Saturday, April 29, 2006

It's been a funny old week at the Office

It's not every week the boss admits having a fling with a friend of yours and the paparazzi are queuing outside your office.

It's all been a tad tragic. Poor Tracey Temple has been gloriously dumped on by the establishment with the press running tales of how she'd be moved not only from her post but to another department altogether. That seems harsh. She's good at her job and has served as a civil servant for over two decades. There's thousands of us working for Big John and, at her level, they'd have had no trouble finding a role that wouldn't involve coming into contact with him.

We just recently had a survey round asking for views on how the Department views women. My answer would be that it's still a world where rank and gender have a role in how you're treated, and that this episode has served to underline that.

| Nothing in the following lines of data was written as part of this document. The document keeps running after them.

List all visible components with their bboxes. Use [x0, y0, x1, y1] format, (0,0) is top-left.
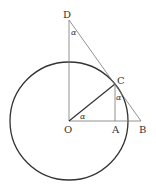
segment-oc: [69, 84, 115, 121]
geometry-diagram: D C O A B α α α: [0, 0, 156, 190]
point-label-c: C: [117, 75, 125, 86]
point-label-b: B: [139, 124, 146, 135]
angle-label-d: α: [71, 28, 77, 37]
angle-label-o: α: [80, 112, 86, 121]
point-label-d: D: [63, 9, 71, 20]
point-label-o: O: [64, 124, 72, 135]
segment-db: [69, 20, 141, 121]
point-label-a: A: [111, 124, 120, 135]
angle-label-c: α: [116, 93, 122, 102]
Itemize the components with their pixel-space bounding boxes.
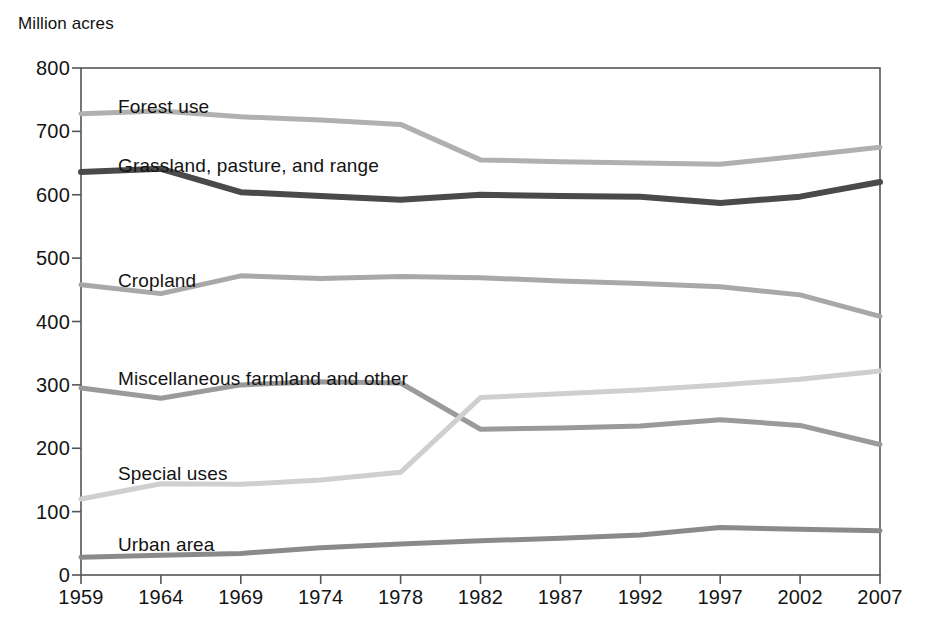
series-lines [81, 111, 880, 557]
series-line-2 [81, 276, 880, 317]
series-label-2: Cropland [118, 270, 196, 292]
series-label-4: Special uses [118, 463, 228, 485]
chart-root: Million acres 0100200300400500600700800 … [0, 0, 928, 639]
tick-marks [72, 68, 880, 584]
series-label-3: Miscellaneous farmland and other [118, 368, 408, 390]
plot-frame [81, 68, 880, 575]
series-label-1: Grassland, pasture, and range [118, 155, 379, 177]
series-line-3 [81, 382, 880, 445]
plot-border [81, 68, 880, 575]
series-label-5: Urban area [118, 534, 215, 556]
series-label-0: Forest use [118, 96, 209, 118]
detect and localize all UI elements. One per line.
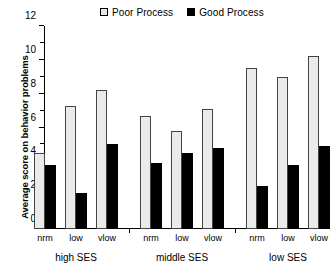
x-axis-group-label: middle SES bbox=[137, 252, 227, 263]
bar-good-process bbox=[288, 165, 299, 229]
open-square-icon bbox=[100, 8, 108, 16]
filled-square-icon bbox=[187, 8, 195, 16]
x-axis-tick-label: nrm bbox=[28, 233, 62, 243]
y-axis-major-tick bbox=[39, 59, 44, 60]
y-axis-tick-label: 4 bbox=[6, 146, 36, 156]
bar-good-process bbox=[107, 144, 118, 229]
bar-poor-process bbox=[96, 90, 107, 229]
y-axis-minor-tick bbox=[40, 76, 44, 77]
bar-poor-process bbox=[308, 56, 319, 229]
y-axis-minor-tick bbox=[40, 143, 44, 144]
x-axis-tick-labels: nrmlowvlownrmlowvlownrmlowvlow bbox=[44, 233, 316, 247]
y-axis-major-tick bbox=[39, 25, 44, 26]
bar-good-process bbox=[45, 165, 56, 229]
plot-area: 024681012 bbox=[44, 26, 316, 229]
bar-good-process bbox=[151, 163, 162, 229]
bar-poor-process bbox=[65, 106, 76, 229]
bar-poor-process bbox=[202, 109, 213, 229]
bar-poor-process bbox=[140, 116, 151, 229]
bar-good-process bbox=[76, 193, 87, 229]
y-axis-tick-label: 10 bbox=[6, 44, 36, 54]
bar-good-process bbox=[257, 186, 268, 229]
y-axis-tick-label: 0 bbox=[6, 214, 36, 224]
x-axis-group-label: high SES bbox=[31, 252, 121, 263]
y-axis-minor-tick bbox=[40, 110, 44, 111]
y-axis-tick-label: 8 bbox=[6, 78, 36, 88]
y-axis-minor-tick bbox=[40, 42, 44, 43]
bar-poor-process bbox=[246, 68, 257, 229]
bar-poor-process bbox=[171, 131, 182, 229]
bar-poor-process bbox=[34, 153, 45, 229]
legend-label-good-process: Good Process bbox=[199, 7, 264, 18]
bar-good-process bbox=[213, 148, 224, 229]
x-axis-tick-label: low bbox=[165, 233, 199, 243]
bar-good-process bbox=[182, 153, 193, 229]
y-axis-major-tick bbox=[39, 93, 44, 94]
legend-label-poor-process: Poor Process bbox=[112, 7, 173, 18]
x-axis-tick-label: nrm bbox=[240, 233, 274, 243]
chart-legend: Poor Process Good Process bbox=[100, 5, 264, 19]
x-axis-group-label: low SES bbox=[243, 252, 333, 263]
bar-poor-process bbox=[277, 77, 288, 229]
x-axis-tick-label: vlow bbox=[302, 233, 334, 243]
x-axis-tick-label: nrm bbox=[134, 233, 168, 243]
x-axis-tick-label: vlow bbox=[196, 233, 230, 243]
x-axis-tick-label: vlow bbox=[90, 233, 124, 243]
legend-entry-poor-process: Poor Process bbox=[100, 7, 173, 18]
legend-entry-good-process: Good Process bbox=[187, 7, 264, 18]
x-axis-tick-label: low bbox=[271, 233, 305, 243]
y-axis-tick-label: 12 bbox=[6, 11, 36, 21]
y-axis-tick-label: 2 bbox=[6, 180, 36, 190]
x-axis-group-labels: high SESmiddle SESlow SES bbox=[44, 252, 316, 266]
bar-good-process bbox=[319, 146, 330, 229]
y-axis-tick-label: 6 bbox=[6, 112, 36, 122]
y-axis-major-tick bbox=[39, 127, 44, 128]
x-axis-tick-label: low bbox=[59, 233, 93, 243]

This morning's news that she's sold her story will no doubt put paid to any return at all but I can't help wondering if she'd have maintained her silence had she not been so swiftly shafted and her imminient departure announced in a week where she was sent into hiding. Ironically we had a circular come round senior staff which claimed that Tracey was being supported through the difficult circumstances. If having The Times announce your job has been whisked away, within 24hours of the story breaking is support, and being told that in a place where there are thousands of staff, spread accross a wide range of offices, there's no space left for you is manifestation of how it feels to be cosseted through turbulent times, I'd too have contemplated calling Mr Clifford.

Then there's the DPM.
He's married. He's taken a stupid risk with his career and his relationship. Yet I can't muster ought besides empathy for him. He came back to work and had the courage to eat his lunch in the staff canteen which I think showed his true colours. He's a courageous fellow who faces things head on.
He's also universally adored by staff.
He may not be some new age new Labour new man. But he's a boss who seems to genuinely surround himself with those best equipped to do the job. He has employed more senior women and gay staff than any other Minister I've worked with. I'm sure he's not a man without prejudice, but when it comes to recruitment and opportunity, he lives the ethos that other, more apparently right on men, purely pay lipservice to.
He entertains his staff. He treats his civil servants with respect, his asks their views and listens to their answers. Unlike another ministers who ooze contempt and superiority in every decision they make, who treat civil servants like idiots who need watching, telling, controlling... Big John knows how to empower his staff.

David Blunkett was known to have been almost universally hated by those who worked for him. I'm sure when his moment came there were many ready to administer the final shove.

What's been really interesting with the DPM and Tracey is that, in a week where the Sun has offered the lure of large wadges of cash for those to come forward who know them; the best that's elicited is a bitter ex-husband and ex wife of the ex husband.

The feelings I've picked up from everyone I've spoken to has been genuine sadness for all those involved, a story, that in itself, tells a thousand stories.

Saturday, April 01, 2006

I get all excited

Bragging 'bout how I can post from work, then, whippp, rug from feet, it's no longer true. Sorry folks, I've been technologically adrift without writing to anchor me, and there's no sign of my PC yet. I am however promised it's en route, albeit via Australia. (I'm exaggerating, but honestly, the delivery man is giving Ms West a run on the procrastinating re getting stuff to me, front).

Life is better. I'm still shattered but that's just cos I'm a sudden insomniac and to all those who have 'all good practice this sleep deprivation malarky' on the tips of tongues, I say maybe but personally I'd forgo the training secure in the knowledge that's to come, overdosing on the stuff in order to be functional when it hits. Other than that I'm well. Which makes a nice change. Tadpole is wriggling around and I can feel him now. I'm not sure he's a he cos I had the tell me scan (and YES, of course I want to know, when did you ever hear me say 'in four months please' when asked the 'you want it now, or in four months?' question). Sadly the little bugger wouldn't play ball, rebelling already, not being in the vein of mummy at all, refusing to open it's legs so the nice scanner lady could get a good look. 'Well it'll have to be a surprise then' she said to one crestfallen fat girl with a jelly smeared belly.
Other than that all was well when tadpole went on the telly. Cept that she's got the world's biggest head (and I mean in diameter, on a scale of head measurements) rather than just that, baby's have heads that are too big, hence why their necks can't hold them up for ages, stuff. And the widest hips, in fact, on every measurement she came up right on the edge of 'normal' veering heartlessly towards the big, seriously big, rip mum open, end of scale. Lil sis says 'ignore the nasty nurse who told you that, he's just had a growth spurt, will surely slow down and be just the right size to slip out'. I refrain from saying 'like yours were, what with the forceps and stirrups and two hundred stitches', but only just. My eyes water imagining it, so I pop it in the box labeled 'plenty of time to go there', alongside the birthing chapters of my pregnancy books. I worry for a bit she's a fatty, which you all know is something I've battled with and wouldn't wish on any child of mine, then I read that she's just baggy skin and bones at this stage, and wish she was a fatty, cos fat wouldn't hurt like cartilage.